Posts: 22234 | From: האם אינכם כילדי הכרית אלי בני ישראל | Registered: Nov 2010  |  IP: Logged | Report this post to a Moderator
Tukuler
multidisciplinary Black Scholar
Member # 19944

Icon 1 posted      Profile for Tukuler   Author's Homepage     Send New Private Message       Edit/Delete Post   Reply With Quote 
@the Lioness

Besides the fact I was posting Libyan images here
five years before you began posting to ES (many
of which you reposted) there are several things
you say I could comment on (again like for the
999th time) so instead I'll just ask this:

If Severus' mother was Italian (not merely a
Roman citizen) then why did Severus speak with
so heavy an accent that he was made fun of and
why his embarrassed for his sister who spoke it not at all?

No mama lashon in the home?

Posts: 8179 | From: the Tekrur straddling Senegal & Mauritania | Registered: Dec 2011  |  IP: Logged | Report this post to a Moderator
the lioness,
Member
Member # 17353

Rate Member
Icon 1 posted      Profile for the lioness,     Send New Private Message       Edit/Delete Post   Reply With Quote 
quote:
Originally posted by Tukuler:
@the Lioness

Besides the fact I was posting Libyan images here
five years before you began posting to ES (many
of which you reposted) there are several things
you say I could comment on (again like for the
999th time) so instead I'll just ask this:

If Severus' mother was Italian (not merely a
Roman citizen) then why did Severus speak with
so heavy an accent that he was made fun of and
why his embarrassed for his sister who spoke it not at all?

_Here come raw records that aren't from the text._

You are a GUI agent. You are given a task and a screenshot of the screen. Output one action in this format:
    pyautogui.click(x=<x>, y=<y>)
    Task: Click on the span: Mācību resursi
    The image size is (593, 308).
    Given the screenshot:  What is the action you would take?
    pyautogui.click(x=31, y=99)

No mama lashon in the home?

He spoke Latin and Greek with a Punic accent which is a later form of Phoenician language.


 -
Arch of Septimus Severus in the Roman province Leptis Magna in Libya, where Severus was born
 -

Posts: 42918 | From: , | Registered: Jan 2010  |  IP: Logged | Report this post to a Moderator
Ish Geber
Member
Member # 18264

Member Rated:
4
Icon 1 posted      Profile for Ish Geber     Send New Private Message       Edit/Delete Post   Reply With Quote 
 -


https://www.facebook.com/events/155463071328147/


Breasted Hall, The Oriental Institute 1155 E 58th Street Chicago IL 60637 How did ancient Romans understand other peoples, especially Africans? This talk surveys the evidence of Roman literture, inscriptions and especially works of art, including unpublished material from current excavations. Dr. Bell investigates the creative forms of artistic expression that Africans inspired across the empire, and suggests some possible motives for their creation.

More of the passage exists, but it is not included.